For several decades American photography has been dominated by a reaction against “Westonism”—that is, against contemplative photography, photography considered as an independent visual exploration of the world with no evident social urgency. The technical perfection of Weston’s photographs, the calculated beauties of Minor White and Aaron Siskind, the poetic constructions of Frederick Sommer, the self-assured and elegant ironies of Cartier-Bresson—all these have been challenged by photography that is, at least programmatically, more naïve, more direct; that is hesitant, even awkward. But taste in photography is not that linear. Without any weakening of the current commitments to informal photography and to photography as social document, a perceptible revival of Weston is now taking place. For, with a certain distance of time, Weston’s work also looks naïve.

Finally, there is no reason to exclude any photographer from the canon. Right now there are mini-revivals of such long-despised pictorialists from another era as Oscar Gustav Rejlander, Henry Peach Robinson, and Robert Demachy. As photography takes the whole world as its subject, there is room for every kind of taste. Literary taste does exclude: the success of the modernist movement in poetry elevated Donne but diminished Dryden. With literature, one can be eclectic up to a point, but one can’t like everything. With photography, eclecticism has no limits. This is the real message of Szarkowski’s book, which contains every kind of photograph and photographic style, and praises them all. The plain photographs from the 1860s of abandoned children admitted to a London institution called Doctor Bernardo’s Home (taken as “records”) are as moving as David Octavius Hill’s brooding portraits of Scottish burghers (taken as “art”).

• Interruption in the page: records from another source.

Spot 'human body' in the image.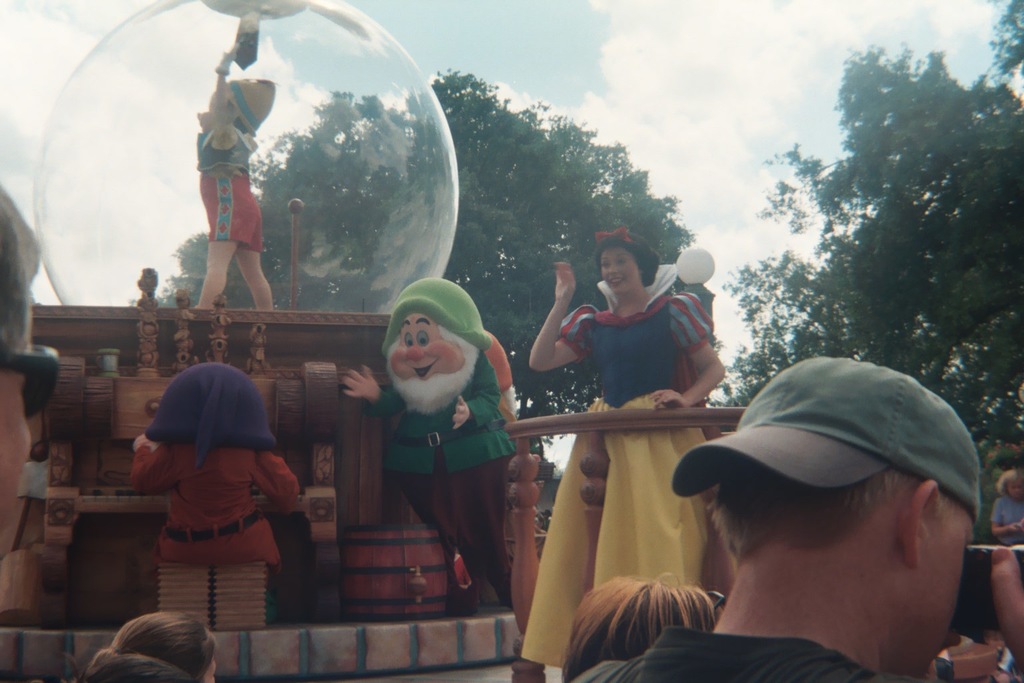
'human body' found at 603/546/1023/682.
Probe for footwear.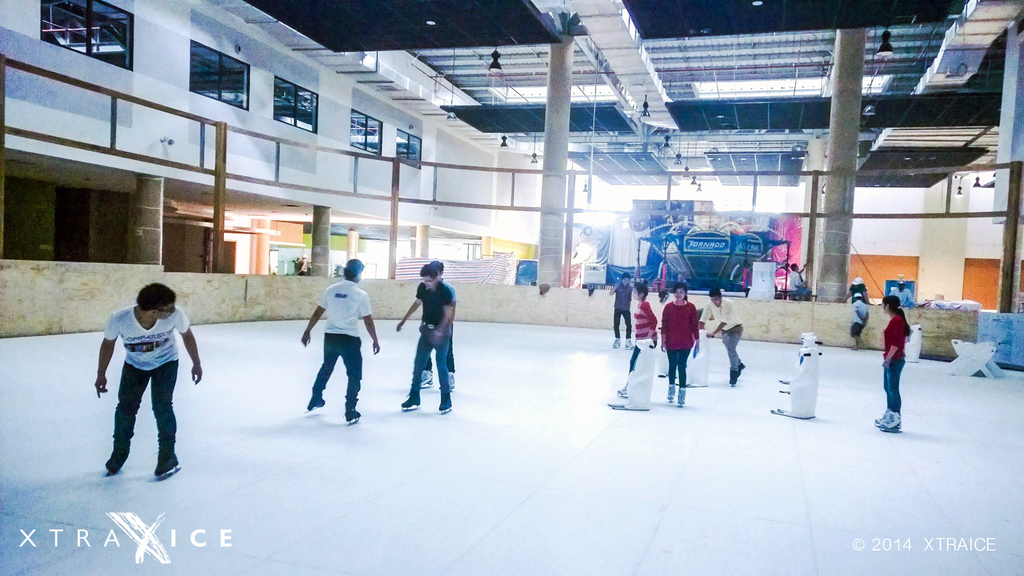
Probe result: (108,452,129,476).
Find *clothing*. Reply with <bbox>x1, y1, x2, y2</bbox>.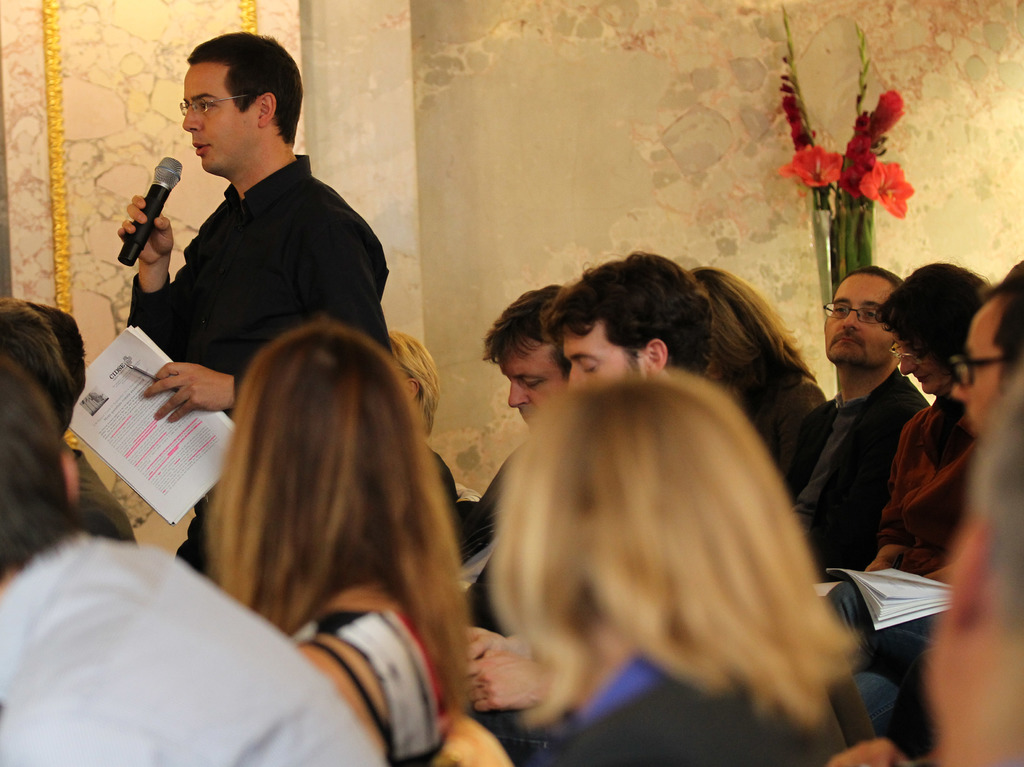
<bbox>536, 649, 836, 766</bbox>.
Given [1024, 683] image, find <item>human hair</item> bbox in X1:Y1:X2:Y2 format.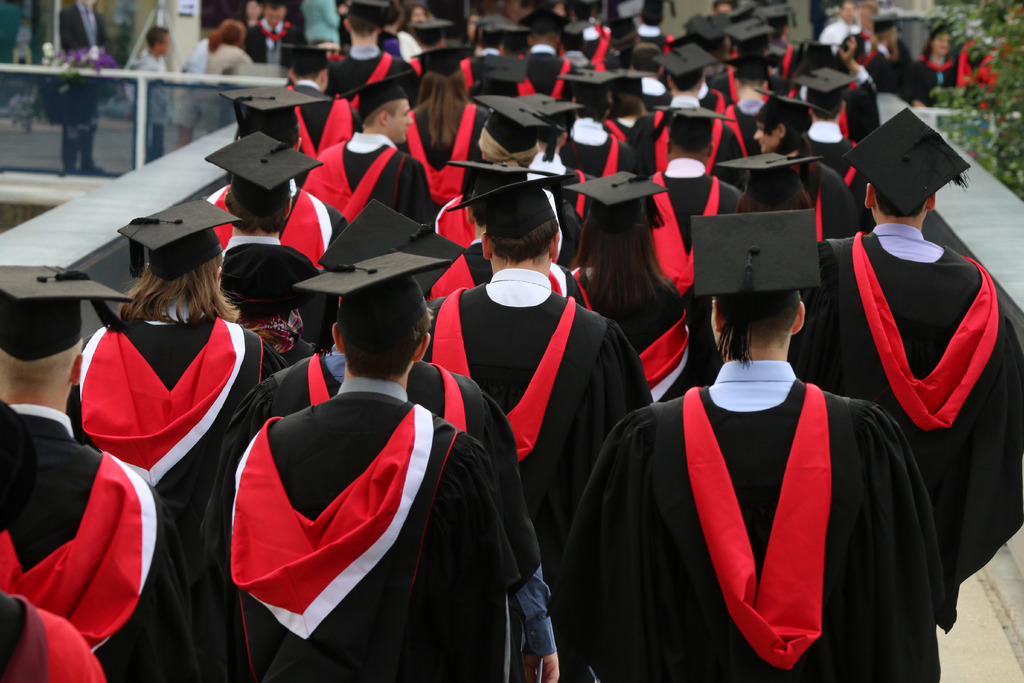
712:0:739:8.
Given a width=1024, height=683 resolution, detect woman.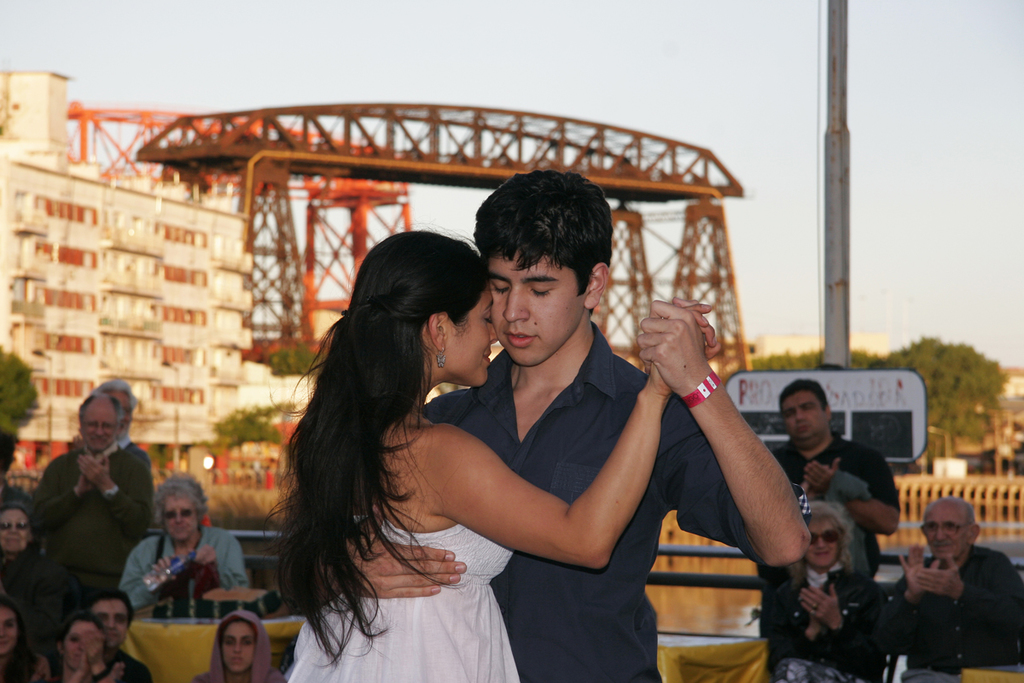
region(195, 614, 284, 682).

The clean look of Weston’s classic modern style is not refuted by, say, Benno Friedman’s ingenious recent revival of pictorial blurriness.

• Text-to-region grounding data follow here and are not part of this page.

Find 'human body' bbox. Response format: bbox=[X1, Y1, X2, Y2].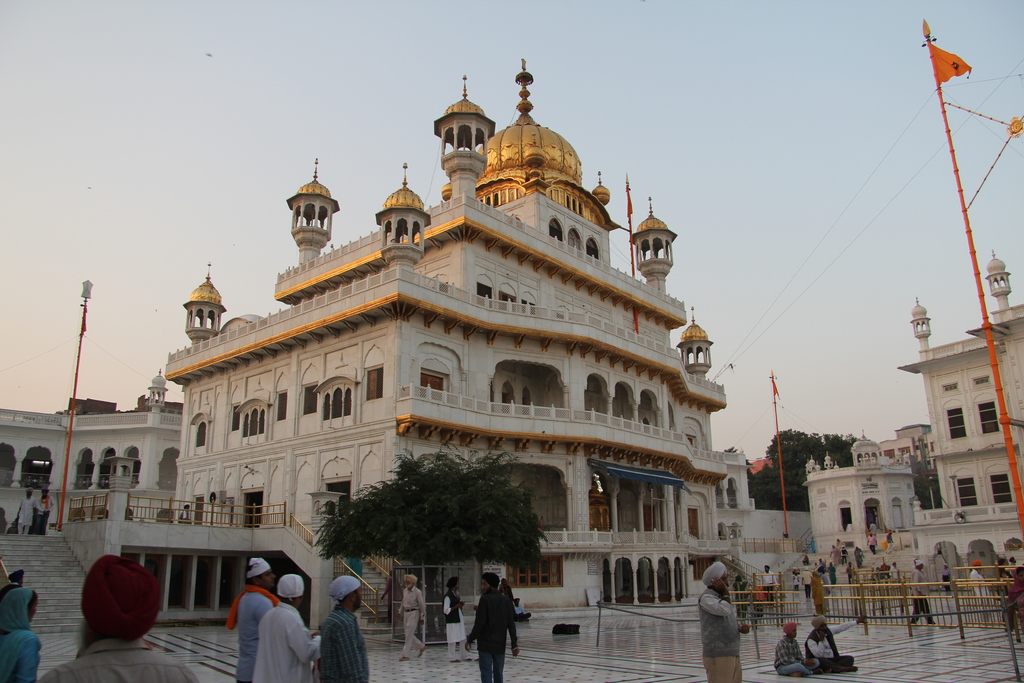
bbox=[0, 629, 42, 682].
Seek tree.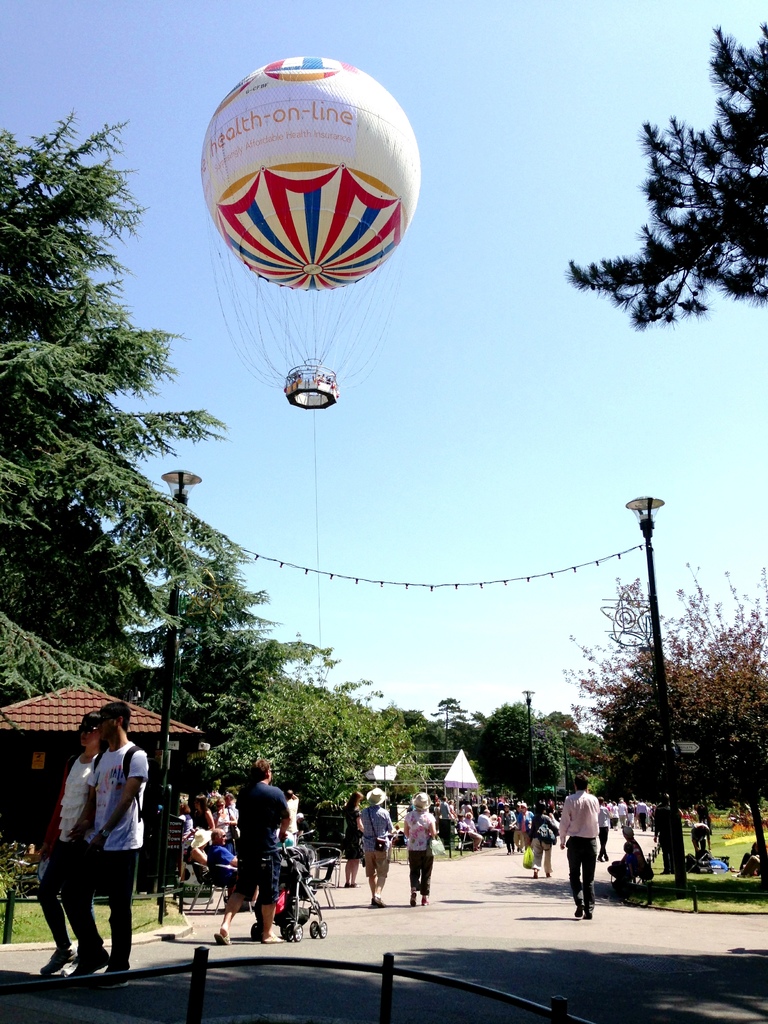
rect(600, 56, 752, 379).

This is not to deny that each viewer likes the work of some photographers more than that of others: for example, most cultivated viewers today prefer Atget to Weston. What it does mean is that, by the nature of photography, one is not really obliged to choose; and that preferences of that sort are, for the most part, merely reactive. Taste in photography tends to be, is perhaps necessarily, something global, eclectic, permissive, which means that in the end it must deny the difference between good taste and bad taste.

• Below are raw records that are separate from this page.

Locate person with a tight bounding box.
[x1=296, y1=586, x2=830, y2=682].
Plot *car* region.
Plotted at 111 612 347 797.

This is what makes the attempts of photography polemicists to erect a canon seem ingenuous or ignorant. For there is something fake about all photographic controversies—and the attentions of the museum have played a crucial role in making this clear. The museum levels upward all schools of photography. Indeed, it doesn’t make much sense even to speak of schools. In the history of painting, movements have a genuine life and function: painters are often much better understood as part of the school or movement to which they belonged. But movements in the history of photography are fleeting, adventitious, sometimes merely perfunctory, and no first-rate photographer is better understood as a member of a group. (Think of Stieglitz and Photo-Secession, Weston and f-64, Renger-Patzsch and the New Objectivity, Walker Evans and the Farm Security Administration project, Cartier-Bresson and Magnum.) To group photographers in schools or movements seems to be a kind of misunderstanding, based (once again) on the irrepressible but invariably misleading analogy between photography and painting:

The leading role now played by museums in forming and clarifying the nature of photographic taste seems to mark a new stage from which photography cannot turn back. Accompanying its tendentious respect for the profoundly banal is the museum’s diffusion of a historicist view, one that inexorably promotes the entire history of photography. Small wonder that photography critics and photographers seem anxious. Underlying many of the recent defenses of photography is the fear that photography is already a senile art, littered by spurious or dead movements; that the only task left is curatorship and historiography. (While prices skyrocket for photographs old and new.) It is not surprising that this demoralization should be felt at the moment of photography’s greatest acceptance. “It is one of the peculiarities of the imagination,” as Wallace Stevens said, “that it is always at the end of an era.”